I followed emotion work into the job market via another route as well. Whereas flight attendants do emotion work to enhance the status of the customer and entice further sales by their friendliness, there is another side of the corporate show, represented by the bill collectors who sometimes deliberately deflate the status of the customer with distrust and anger. As a miniproject, I interviewed five bill collectors, starting with the head of the Delta billing department, a man whose office overlooked nearly an acre of women sorting billing forms.
The flight attendant and the bill collector, the toe and the heel of capitalism, illustrate two extremes of occupational demand on feeling. I have drawn most of my illustrations from the world of the flight attendants. I did not make a full — scale study of the bill collectors, but my interviews with them do suggest that the same principles of emotional labor apply to very different jobs and very different feelings.

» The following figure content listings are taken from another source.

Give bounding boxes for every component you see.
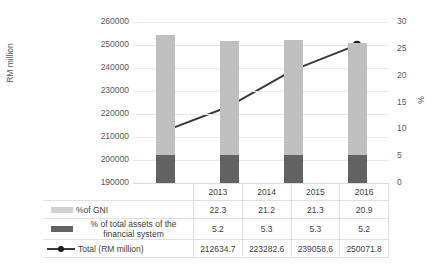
table-cell-value: 21.3: [291, 201, 340, 219]
legend-cell: Total (RM million): [43, 240, 194, 258]
y-axis-tick-label: 220000: [85, 109, 129, 118]
y-axis-title: RM million: [5, 33, 15, 93]
secondary-y-axis-tick-label: 15: [397, 98, 421, 107]
chart-container: RM million % 260000250000240000230000220…: [0, 0, 446, 274]
bar-segment-total-assets[interactable]: [220, 155, 239, 183]
secondary-y-axis-tick-label: 5: [397, 151, 421, 160]
bar-stack[interactable]: [348, 22, 367, 183]
table-row: Total (RM million)212634.7223282.6239058…: [43, 240, 389, 258]
secondary-y-axis-tick-label: 30: [397, 17, 421, 26]
secondary-y-axis-tick-label: 25: [397, 44, 421, 53]
table-cell-value: 20.9: [340, 201, 389, 219]
bar-segment-gni[interactable]: [220, 41, 239, 155]
table-row: %of GNI22.321.221.320.9: [43, 201, 389, 219]
secondary-y-axis-tick-label: 10: [397, 124, 421, 133]
y-axis-tick-label: 260000: [85, 17, 129, 26]
legend-label: % of total assets of the financial syste…: [76, 219, 191, 239]
table-cell-value: 239058.6: [291, 240, 340, 258]
bar-segment-total-assets[interactable]: [284, 155, 303, 183]
table-cell-value: 250071.8: [340, 240, 389, 258]
secondary-y-axis-tick-label: 0: [397, 178, 421, 187]
table-cell-year: 2013: [194, 183, 243, 201]
legend-cell: %of GNI: [43, 201, 194, 219]
y-axis-tick-label: 210000: [85, 132, 129, 141]
legend-swatch-total-assets: [51, 226, 73, 232]
table-cell-value: 22.3: [194, 201, 243, 219]
table-cell-year: 2014: [242, 183, 291, 201]
table-cell-value: 223282.6: [242, 240, 291, 258]
bar-segment-gni[interactable]: [156, 35, 175, 155]
legend-cell: [43, 183, 194, 201]
bar-segment-total-assets[interactable]: [348, 155, 367, 183]
table-cell-value: 5.2: [340, 219, 389, 240]
table-cell-year: 2016: [340, 183, 389, 201]
bar-stack[interactable]: [220, 22, 239, 183]
table-cell-value: 212634.7: [194, 240, 243, 258]
table-cell-value: 21.2: [242, 201, 291, 219]
bar-segment-total-assets[interactable]: [156, 155, 175, 183]
bar-segment-gni[interactable]: [348, 43, 367, 155]
y-axis-tick-label: 200000: [85, 155, 129, 164]
plot-area: 2600002500002400002300002200002100002000…: [133, 22, 389, 183]
legend-label: Total (RM million): [78, 244, 191, 254]
table-row: % of total assets of the financial syste…: [43, 219, 389, 240]
table-row: 2013201420152016: [43, 183, 389, 201]
legend-swatch-gni: [51, 207, 73, 213]
legend-label: %of GNI: [76, 205, 191, 215]
legend-cell: % of total assets of the financial syste…: [43, 219, 194, 240]
bar-segment-gni[interactable]: [284, 40, 303, 154]
y-axis-tick-label: 250000: [85, 40, 129, 49]
table-cell-value: 5.3: [291, 219, 340, 240]
chart-data-table: 2013201420152016%of GNI22.321.221.320.9%…: [43, 183, 389, 258]
bar-stack[interactable]: [284, 22, 303, 183]
table-cell-year: 2015: [291, 183, 340, 201]
table-cell-value: 5.3: [242, 219, 291, 240]
table-cell-value: 5.2: [194, 219, 243, 240]
secondary-y-axis-tick-label: 20: [397, 71, 421, 80]
bar-stack[interactable]: [156, 22, 175, 183]
total-line-path: [165, 45, 357, 131]
y-axis-tick-label: 230000: [85, 86, 129, 95]
y-axis-tick-label: 240000: [85, 63, 129, 72]
legend-marker-total-line: [47, 245, 75, 253]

From these three pools of data, then, I have drawn three samplings of an emotional system. The first, taken from private accounts of students, reveals the private face of the emotional system. The second, drawn from the world of flight attendants, tells of its public front. The third, drawn from the world of bill collectors, tells of its public back. This book is not intended as an empirical report, or not simply as that. It provides what would have to underlie such a report— a set of illustrated ideas about how society uses feeling. Its purpose is to point in a certain direction and to offer the reader a fresh angle of vision. With the exception of illustrations from published prose or fiction (which are cited in the notes), all the quotations I offer are from real people.